Summer Readings, From Mysteries to Parables
What are you reading this summer? I confess that I’m lounging with a lot of mysteries.
I used to distain such reading. During most of my career as an English professor, I read and taught what is called “literary fiction,” if I taught fiction at all. So-called “genre” fiction—romance, science fiction, fantasy, mystery—was considered inferior, formulaic, off-limits. Many creative writing teachers did not allow their students to submit such shallow stuff.
I’ve noticed this prejudice even in reviews of mysteries—those with merit are said to have “transcended their genre.”
My conversion experience occurred when a few years before my retirement my wife and I were flying to England and at the suggestion of a friend carried with us some “Nordic Noir” as light reading. I soon was hooked on gloomy mysteries from Sweden, Norway, and especially Iceland. (Maybe my Lutheran background made the gloom attractive.)
In my last semester of teaching I dared to include “Silence of the Grave” by Iceland’s Arnaldur Indridson in one of my courses. My best student, a brilliant but snobby fellow, accused me of teaching what was nothing but a New York Times best-selling page-turner. His critique generated excellent class discussion on what was worthy literature.
The critique of the mystery genre has merit. Some of them are indeed just page-turners with way too much action (usually wild chase scenes and violent shoot outs) and not enough attention to the ambiguities of character and life. Many of them offer the too-easy satisfaction of a relatively happy ending, with a mystery solved, a criminal caught, a person or community rescued.
The best, however, suggest that deep threats are still lurking and portray the cultural and environmental sources of these threats. The best make clear why their people and places deserve affection and protection. Mystery writers are often knowledgeable guides into the deep ecology of their settings, from Tony Hillerman’s “Navajo Reservation” to Anne Cleeves’ “Shetland Islands.” One of the most beloved settings is Louise Penny’s “Three Pines,” somewhere south of Montreal and north Vermont —devoted readers yearn to find it and live among its quirky folk.
The best mysteries also feature complex, sympathetic detectives, often burdened by the weight of the crimes they solve and the care they have for the victim and even the guilty. Sometimes they are like prophets determined to expose corruption in high places and to speak truth to power, sometimes like compassionate priests serving as mother or father confessors.
It is not surprising that mysteries often have a religious undercurrent, since the word “mystery” has religious roots. Fittingly, it was Christian polemist G.K Chesterton who at in the early 20th century popularized calling mysteries what had been labeled detective stories. His “Father Brown” still wrings repentance from wayward souls on PBS.
Long before Christianity, so-called mystery religions practiced secret, hidden (hence mysterious) rituals. Initiated through these rituals, outsiders became insiders with sacred experiences. In the KJV, New Testament writers use “mystery” 27 times in reference to God’s hidden plot to bring in the kingdom of God through Jesus. (In the NRSV, “secret” or “hidden” often replaces “mystery.”) In Mark and the other synoptic Gospels, Jesus teaches in parables so that outsiders may have oblique access to the hidden mystery of Jesus’ messianic role known only to engaged followers (see Mark 4.11). If we are engaged by parabolic mysteries, apparently we too have the keys to the kingdom of God.
Maybe I should add parables to my summer reading list. Why was that sower of seeds so sloppy (see Mark 4.3-8)? What was that woman doing hiding yeast in all that flour (see Luke 13.20-21)? Parables, like mysteries, are presents waiting to be unwrapped. Who doesn’t like the excitement of unwrapping? Who knows what explosive treasures lie within?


### What is expected
What you give back must match the records below word for word.

### Source records
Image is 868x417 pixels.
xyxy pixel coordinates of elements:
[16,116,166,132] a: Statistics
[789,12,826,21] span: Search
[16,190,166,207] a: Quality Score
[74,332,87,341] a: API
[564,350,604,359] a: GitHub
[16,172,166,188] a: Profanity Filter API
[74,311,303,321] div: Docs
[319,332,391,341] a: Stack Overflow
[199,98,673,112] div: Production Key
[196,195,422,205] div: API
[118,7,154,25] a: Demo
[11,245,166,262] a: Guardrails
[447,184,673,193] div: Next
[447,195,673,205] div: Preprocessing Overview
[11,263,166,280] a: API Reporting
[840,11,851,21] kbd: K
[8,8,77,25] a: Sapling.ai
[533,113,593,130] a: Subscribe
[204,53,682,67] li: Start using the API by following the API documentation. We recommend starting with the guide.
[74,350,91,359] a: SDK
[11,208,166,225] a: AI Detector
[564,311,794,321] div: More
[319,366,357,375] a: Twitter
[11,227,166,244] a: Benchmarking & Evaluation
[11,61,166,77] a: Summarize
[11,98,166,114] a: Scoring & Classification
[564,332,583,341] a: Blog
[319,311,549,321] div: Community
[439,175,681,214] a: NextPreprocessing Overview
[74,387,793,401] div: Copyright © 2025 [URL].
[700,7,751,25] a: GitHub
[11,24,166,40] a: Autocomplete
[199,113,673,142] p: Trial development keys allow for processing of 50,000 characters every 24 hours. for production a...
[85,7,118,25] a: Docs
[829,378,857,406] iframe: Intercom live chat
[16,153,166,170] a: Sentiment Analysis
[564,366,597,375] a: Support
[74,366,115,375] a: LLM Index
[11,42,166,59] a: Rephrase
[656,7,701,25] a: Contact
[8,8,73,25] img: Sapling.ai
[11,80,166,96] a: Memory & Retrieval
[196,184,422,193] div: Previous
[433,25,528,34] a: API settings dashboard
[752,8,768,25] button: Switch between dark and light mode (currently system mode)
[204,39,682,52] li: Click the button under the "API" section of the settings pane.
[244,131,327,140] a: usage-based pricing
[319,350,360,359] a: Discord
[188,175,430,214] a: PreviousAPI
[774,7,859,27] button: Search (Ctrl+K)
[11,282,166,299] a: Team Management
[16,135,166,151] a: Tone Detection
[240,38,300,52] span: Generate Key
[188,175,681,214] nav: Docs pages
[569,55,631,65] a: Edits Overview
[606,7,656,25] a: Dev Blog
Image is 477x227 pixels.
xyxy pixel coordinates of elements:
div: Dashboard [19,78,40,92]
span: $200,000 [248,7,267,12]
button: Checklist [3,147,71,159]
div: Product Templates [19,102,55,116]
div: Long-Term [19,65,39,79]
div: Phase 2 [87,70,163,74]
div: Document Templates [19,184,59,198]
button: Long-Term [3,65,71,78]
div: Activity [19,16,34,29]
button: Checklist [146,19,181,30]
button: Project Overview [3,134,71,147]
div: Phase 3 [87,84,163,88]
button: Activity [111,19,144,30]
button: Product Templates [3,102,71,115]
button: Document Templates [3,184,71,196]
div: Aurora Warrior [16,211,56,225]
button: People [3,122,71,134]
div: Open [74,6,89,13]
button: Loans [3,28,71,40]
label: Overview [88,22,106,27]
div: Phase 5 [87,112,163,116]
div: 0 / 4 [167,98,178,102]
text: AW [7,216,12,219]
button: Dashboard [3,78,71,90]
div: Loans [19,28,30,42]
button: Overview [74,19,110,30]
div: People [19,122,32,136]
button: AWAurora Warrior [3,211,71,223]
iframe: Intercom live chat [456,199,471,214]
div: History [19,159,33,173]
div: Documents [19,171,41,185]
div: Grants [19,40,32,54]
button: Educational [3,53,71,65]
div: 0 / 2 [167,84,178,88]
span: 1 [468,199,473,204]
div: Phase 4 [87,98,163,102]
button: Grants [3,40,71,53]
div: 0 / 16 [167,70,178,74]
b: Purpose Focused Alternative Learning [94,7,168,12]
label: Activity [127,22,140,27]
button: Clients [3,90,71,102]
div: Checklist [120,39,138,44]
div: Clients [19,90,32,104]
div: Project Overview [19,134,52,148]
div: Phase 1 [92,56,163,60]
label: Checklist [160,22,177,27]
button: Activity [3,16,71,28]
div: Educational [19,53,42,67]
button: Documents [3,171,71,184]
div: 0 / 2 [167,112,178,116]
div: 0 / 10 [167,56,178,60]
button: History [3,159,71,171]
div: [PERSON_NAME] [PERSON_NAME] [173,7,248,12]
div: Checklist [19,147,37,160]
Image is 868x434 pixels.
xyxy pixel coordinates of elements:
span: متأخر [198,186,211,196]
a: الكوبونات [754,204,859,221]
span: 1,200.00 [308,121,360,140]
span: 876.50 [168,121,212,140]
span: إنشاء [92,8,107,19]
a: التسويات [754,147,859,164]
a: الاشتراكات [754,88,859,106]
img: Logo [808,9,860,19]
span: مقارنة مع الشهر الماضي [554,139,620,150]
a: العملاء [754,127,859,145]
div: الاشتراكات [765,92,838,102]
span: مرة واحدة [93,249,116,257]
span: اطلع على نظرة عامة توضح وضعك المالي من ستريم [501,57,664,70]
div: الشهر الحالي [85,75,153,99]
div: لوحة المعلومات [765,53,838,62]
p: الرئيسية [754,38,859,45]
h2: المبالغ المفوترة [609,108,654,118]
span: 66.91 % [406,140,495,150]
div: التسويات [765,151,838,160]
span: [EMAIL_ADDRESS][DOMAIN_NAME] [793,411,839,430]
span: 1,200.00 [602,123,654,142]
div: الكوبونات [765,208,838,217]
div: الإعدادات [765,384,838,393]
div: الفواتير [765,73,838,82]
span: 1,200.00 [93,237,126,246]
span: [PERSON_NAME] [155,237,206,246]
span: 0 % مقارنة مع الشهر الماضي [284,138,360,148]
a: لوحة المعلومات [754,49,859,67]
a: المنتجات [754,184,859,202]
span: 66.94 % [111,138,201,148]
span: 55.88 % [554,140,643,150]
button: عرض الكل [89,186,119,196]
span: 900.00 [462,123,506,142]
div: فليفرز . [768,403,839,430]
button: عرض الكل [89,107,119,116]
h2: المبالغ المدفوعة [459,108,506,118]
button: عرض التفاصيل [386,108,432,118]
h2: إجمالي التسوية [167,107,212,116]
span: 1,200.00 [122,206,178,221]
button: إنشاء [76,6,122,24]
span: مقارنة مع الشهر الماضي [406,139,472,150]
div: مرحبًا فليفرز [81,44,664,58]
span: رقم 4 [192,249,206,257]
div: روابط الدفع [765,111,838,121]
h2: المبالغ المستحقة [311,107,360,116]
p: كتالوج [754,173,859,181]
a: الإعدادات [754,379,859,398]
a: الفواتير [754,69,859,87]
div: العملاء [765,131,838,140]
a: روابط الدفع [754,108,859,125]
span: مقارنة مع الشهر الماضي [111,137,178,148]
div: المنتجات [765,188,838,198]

### Answer for the task
Image is 868x417 pixels.
xyxy pixel coordinates of elements:
[16,116,166,132] a: Statistics
[789,12,826,21] span: Search
[16,190,166,207] a: Quality Score
[74,332,87,341] a: API
[564,350,604,359] a: GitHub
[16,172,166,188] a: Profanity Filter API
[74,311,303,321] div: Docs
[319,332,391,341] a: Stack Overflow
[199,98,673,112] div: Production Key
[196,195,422,205] div: API
[118,7,154,25] a: Demo
[11,245,166,262] a: Guardrails
[447,184,673,193] div: Next
[447,195,673,205] div: Preprocessing Overview
[11,263,166,280] a: API Reporting
[840,11,851,21] kbd: K
[8,8,77,25] a: Sapling.ai
[533,113,593,130] a: Subscribe
[204,53,682,67] li: Start using the API by following the API documentation. We recommend starting with the guide.
[74,350,91,359] a: SDK
[11,208,166,225] a: AI Detector
[564,311,794,321] div: More
[319,366,357,375] a: Twitter
[11,227,166,244] a: Benchmarking & Evaluation
[11,61,166,77] a: Summarize
[11,98,166,114] a: Scoring & Classification
[564,332,583,341] a: Blog
[319,311,549,321] div: Community
[439,175,681,214] a: NextPreprocessing Overview
[74,387,793,401] div: Copyright © 2025 [URL].
[700,7,751,25] a: GitHub
[11,24,166,40] a: Autocomplete
[199,113,673,142] p: Trial development keys allow for processing of 50,000 characters every 24 hours. for production a...
[85,7,118,25] a: Docs
[829,378,857,406] iframe: Intercom live chat
[16,153,166,170] a: Sentiment Analysis
[564,366,597,375] a: Support
[74,366,115,375] a: LLM Index
[11,42,166,59] a: Rephrase
[656,7,701,25] a: Contact
[8,8,73,25] img: Sapling.ai
[11,80,166,96] a: Memory & Retrieval
[196,184,422,193] div: Previous
[433,25,528,34] a: API settings dashboard
[752,8,768,25] button: Switch between dark and light mode (currently system mode)
[204,39,682,52] li: Click the button under the "API" section of the settings pane.
[244,131,327,140] a: usage-based pricing
[319,350,360,359] a: Discord
[188,175,430,214] a: PreviousAPI
[774,7,859,27] button: Search (Ctrl+K)
[11,282,166,299] a: Team Management
[16,135,166,151] a: Tone Detection
[240,38,300,52] span: Generate Key
[188,175,681,214] nav: Docs pages
[569,55,631,65] a: Edits Overview
[606,7,656,25] a: Dev Blog
Image is 477x227 pixels.
xyxy pixel coordinates of elements:
div: Dashboard [19,78,40,92]
span: $200,000 [248,7,267,12]
button: Checklist [3,147,71,159]
div: Product Templates [19,102,55,116]
div: Long-Term [19,65,39,79]
div: Phase 2 [87,70,163,74]
div: Document Templates [19,184,59,198]
button: Long-Term [3,65,71,78]
div: Activity [19,16,34,29]
button: Checklist [146,19,181,30]
button: Project Overview [3,134,71,147]
div: Phase 3 [87,84,163,88]
button: Activity [111,19,144,30]
button: Product Templates [3,102,71,115]
button: Document Templates [3,184,71,196]
div: Aurora Warrior [16,211,56,225]
button: People [3,122,71,134]
div: Open [74,6,89,13]
button: Loans [3,28,71,40]
label: Overview [88,22,106,27]
div: Phase 5 [87,112,163,116]
div: 0 / 4 [167,98,178,102]
text: AW [7,216,12,219]
button: Dashboard [3,78,71,90]
div: Loans [19,28,30,42]
button: Overview [74,19,110,30]
div: People [19,122,32,136]
button: AWAurora Warrior [3,211,71,223]
iframe: Intercom live chat [456,199,471,214]
div: History [19,159,33,173]
div: Documents [19,171,41,185]
div: Grants [19,40,32,54]
button: Educational [3,53,71,65]
div: 0 / 2 [167,84,178,88]
span: 1 [468,199,473,204]
div: Phase 4 [87,98,163,102]
button: Grants [3,40,71,53]
div: 0 / 16 [167,70,178,74]
b: Purpose Focused Alternative Learning [94,7,168,12]
label: Activity [127,22,140,27]
button: Clients [3,90,71,102]
div: Checklist [120,39,138,44]
div: Clients [19,90,32,104]
div: Project Overview [19,134,52,148]
div: Phase 1 [92,56,163,60]
label: Checklist [160,22,177,27]
button: Activity [3,16,71,28]
div: Educational [19,53,42,67]
button: Documents [3,171,71,184]
div: 0 / 2 [167,112,178,116]
div: 0 / 10 [167,56,178,60]
button: History [3,159,71,171]
div: [PERSON_NAME] [PERSON_NAME] [173,7,248,12]
div: Checklist [19,147,37,160]
Image is 868x434 pixels.
xyxy pixel coordinates of elements:
span: متأخر [198,186,211,196]
a: الكوبونات [754,204,859,221]
span: 1,200.00 [308,121,360,140]
span: 876.50 [168,121,212,140]
span: إنشاء [92,8,107,19]
a: التسويات [754,147,859,164]
a: الاشتراكات [754,88,859,106]
img: Logo [808,9,860,19]
span: مقارنة مع الشهر الماضي [554,139,620,150]
a: العملاء [754,127,859,145]
div: الاشتراكات [765,92,838,102]
span: مرة واحدة [93,249,116,257]
span: اطلع على نظرة عامة توضح وضعك المالي من ستريم [501,57,664,70]
div: الشهر الحالي [85,75,153,99]
div: لوحة المعلومات [765,53,838,62]
p: الرئيسية [754,38,859,45]
h2: المبالغ المفوترة [609,108,654,118]
span: 66.91 % [406,140,495,150]
div: التسويات [765,151,838,160]
span: [EMAIL_ADDRESS][DOMAIN_NAME] [793,411,839,430]
span: 1,200.00 [602,123,654,142]
div: الكوبونات [765,208,838,217]
div: الإعدادات [765,384,838,393]
div: الفواتير [765,73,838,82]
span: 1,200.00 [93,237,126,246]
span: [PERSON_NAME] [155,237,206,246]
span: 0 % مقارنة مع الشهر الماضي [284,138,360,148]
a: لوحة المعلومات [754,49,859,67]
a: المنتجات [754,184,859,202]
span: 66.94 % [111,138,201,148]
span: 55.88 % [554,140,643,150]
button: عرض الكل [89,186,119,196]
span: 900.00 [462,123,506,142]
div: فليفرز . [768,403,839,430]
button: عرض الكل [89,107,119,116]
h2: المبالغ المدفوعة [459,108,506,118]
button: عرض التفاصيل [386,108,432,118]
h2: إجمالي التسوية [167,107,212,116]
span: 1,200.00 [122,206,178,221]
button: إنشاء [76,6,122,24]
span: مقارنة مع الشهر الماضي [406,139,472,150]
div: مرحبًا فليفرز [81,44,664,58]
span: رقم 4 [192,249,206,257]
div: روابط الدفع [765,111,838,121]
h2: المبالغ المستحقة [311,107,360,116]
p: كتالوج [754,173,859,181]
a: الإعدادات [754,379,859,398]
a: الفواتير [754,69,859,87]
div: العملاء [765,131,838,140]
a: روابط الدفع [754,108,859,125]
span: مقارنة مع الشهر الماضي [111,137,178,148]
div: المنتجات [765,188,838,198]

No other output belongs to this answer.